Angular Router

Angular Router

Angular applications are typically Single-Page Applications (SPAs).

This means the browser window never actually refreshes or loads new HTML pages from the server.

Instead, the Angular Router intercepts URL changes and dynamically injects different components into the existing page!


Configuring Routes

To utilize the router, you must define a map of which URL paths belong to which components.

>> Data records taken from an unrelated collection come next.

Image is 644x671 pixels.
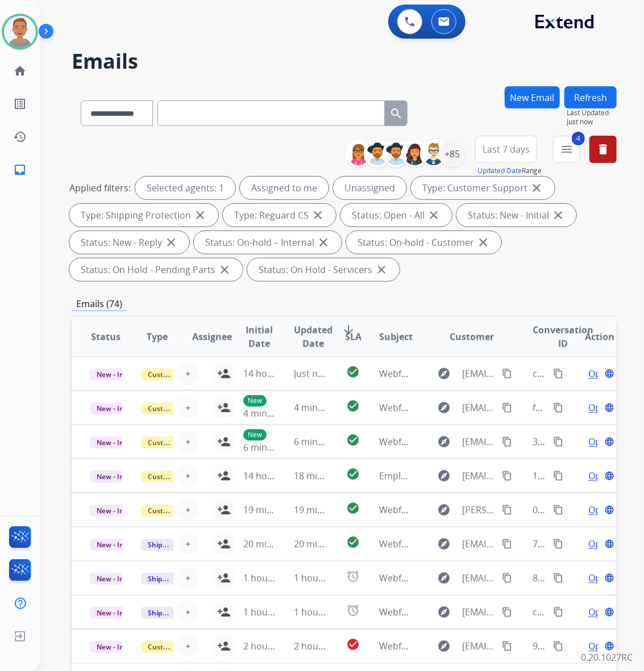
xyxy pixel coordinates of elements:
[374,263,388,277] mat-icon: close
[553,505,563,515] mat-icon: content_copy
[462,469,496,482] span: [EMAIL_ADDRESS][DOMAIN_NAME]
[217,605,231,619] mat-icon: person_add
[567,108,617,118] span: Last Updated:
[243,503,309,516] span: 19 minutes ago
[533,323,593,350] span: Conversation ID
[4,16,36,48] img: avatar
[141,539,219,551] span: Shipping Protection
[90,471,143,482] span: New - Initial
[604,505,614,515] mat-icon: language
[69,231,189,254] div: Status: New - Reply
[346,433,360,447] mat-icon: check_circle
[295,323,333,350] span: Updated Date
[185,537,190,551] span: +
[346,536,360,549] mat-icon: check_circle
[462,503,496,517] span: [PERSON_NAME][EMAIL_ADDRESS][PERSON_NAME][DOMAIN_NAME]
[164,235,178,249] mat-icon: close
[551,208,565,222] mat-icon: close
[553,402,563,413] mat-icon: content_copy
[90,436,143,448] span: New - Initial
[379,367,636,380] span: Webform from [EMAIL_ADDRESS][DOMAIN_NAME] on [DATE]
[90,539,143,551] span: New - Initial
[176,601,199,623] button: +
[346,365,360,379] mat-icon: check_circle
[588,537,611,551] span: Open
[456,204,576,227] div: Status: New - Initial
[529,181,543,194] mat-icon: close
[476,235,490,249] mat-icon: close
[176,362,199,385] button: +
[13,97,27,110] mat-icon: list_alt
[185,571,190,585] span: +
[90,402,143,415] span: New - Initial
[345,330,362,344] span: SLA
[295,436,355,448] span: 6 minutes ago
[185,367,190,381] span: +
[176,431,199,453] button: +
[462,537,496,551] span: [EMAIL_ADDRESS][DOMAIN_NAME]
[243,606,290,619] span: 1 hour ago
[504,86,559,108] button: New Email
[588,435,611,448] span: Open
[565,317,617,356] th: Action
[185,605,190,619] span: +
[217,503,231,517] mat-icon: person_add
[553,471,563,481] mat-icon: content_copy
[502,402,512,413] mat-icon: content_copy
[295,640,345,652] span: 2 hours ago
[604,471,614,481] mat-icon: language
[450,330,494,344] span: Customer
[437,571,450,585] mat-icon: explore
[333,177,406,199] div: Unassigned
[502,539,512,549] mat-icon: content_copy
[91,330,120,344] span: Status
[217,571,231,585] mat-icon: person_add
[176,532,199,555] button: +
[553,539,563,549] mat-icon: content_copy
[185,503,190,517] span: +
[502,505,512,515] mat-icon: content_copy
[462,367,496,381] span: [EMAIL_ADDRESS][DOMAIN_NAME]
[247,258,399,281] div: Status: On Hold - Servicers
[437,640,450,653] mat-icon: explore
[389,106,403,120] mat-icon: search
[462,401,496,415] span: [EMAIL_ADDRESS][DOMAIN_NAME]
[477,166,521,176] button: Updated Date
[217,469,231,482] mat-icon: person_add
[553,369,563,379] mat-icon: content_copy
[72,50,617,73] h2: Emails
[141,505,215,517] span: Customer Support
[588,469,611,482] span: Open
[90,505,143,517] span: New - Initial
[379,606,636,619] span: Webform from [EMAIL_ADDRESS][DOMAIN_NAME] on [DATE]
[588,605,611,619] span: Open
[553,573,563,583] mat-icon: content_copy
[13,130,27,144] mat-icon: history
[217,435,231,448] mat-icon: person_add
[141,369,215,381] span: Customer Support
[90,369,143,381] span: New - Initial
[295,469,360,482] span: 18 minutes ago
[462,435,496,448] span: [EMAIL_ADDRESS][DOMAIN_NAME]
[346,502,360,515] mat-icon: check_circle
[604,436,614,447] mat-icon: language
[185,640,190,653] span: +
[176,635,199,657] button: +
[346,399,360,413] mat-icon: check_circle
[136,177,235,199] div: Selected agents: 1
[604,641,614,651] mat-icon: language
[176,498,199,521] button: +
[437,503,450,517] mat-icon: explore
[243,407,304,419] span: 4 minutes ago
[295,402,355,414] span: 4 minutes ago
[243,429,266,440] p: New
[502,471,512,481] mat-icon: content_copy
[141,607,219,619] span: Shipping Protection
[580,651,632,665] p: 0.20.1027RC
[243,441,304,453] span: 6 minutes ago
[564,86,617,108] button: Refresh
[217,537,231,551] mat-icon: person_add
[346,231,501,254] div: Status: On-hold - Customer
[588,571,611,585] span: Open
[437,605,450,619] mat-icon: explore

This configuration is usually kept in a dedicated file named app-routing.module.ts.

Routing Configuration:

const routes: Routes = [
  // When the URL is strictly '/', load the Home component
  { path: '', component: HomeComponent },
  // When the URL is '/profile', load the Profile component
  { path: 'profile', component: ProfileComponent },
  // If the user types a URL that doesn't exist, show 404 error
  { path: '**', component: PageNotFoundComponent }
];

The Router Outlet

Once your routes are configured, you need to tell Angular exactly where to render the components.

You do this by placing a <router-outlet></router-outlet> tag inside your main app.component.html.

Think of the router outlet as a magical blank window; whenever the URL changes, Angular swaps out the content displayed in that window instantly.


Navigation with routerLink

In a traditional website, you navigate between pages using an anchor tag with an href attribute (e.g., <a href="/about">).

However, clicking an href forces the browser to completely reload the page, destroying the SPA experience!

In Angular, you must use the routerLink directive instead.

Navigation Links Example:

<nav>
  <!-- Using routerLink prevents page reloads! -->
  <a routerLink="/">Dashboard</a>
  <a routerLink="/profile">My Profile</a>
</nav>

<!-- The selected page renders here! --> <router-outlet></router-outlet>


Active Link Styling

Angular provides a brilliant helper directive named routerLinkActive.

When you attach this to a link, Angular automatically adds a specific CSS class to the link whenever its route is currently active.

This makes styling highlighted navigation menus effortless!


Exercise 1 of 2

?

What acts as the placeholder on the screen where the active routed component will be injected and displayed?

Exercise 2 of 2

?

Why must you use 'routerLink' instead of standard 'href' attributes when navigating an Angular SPA?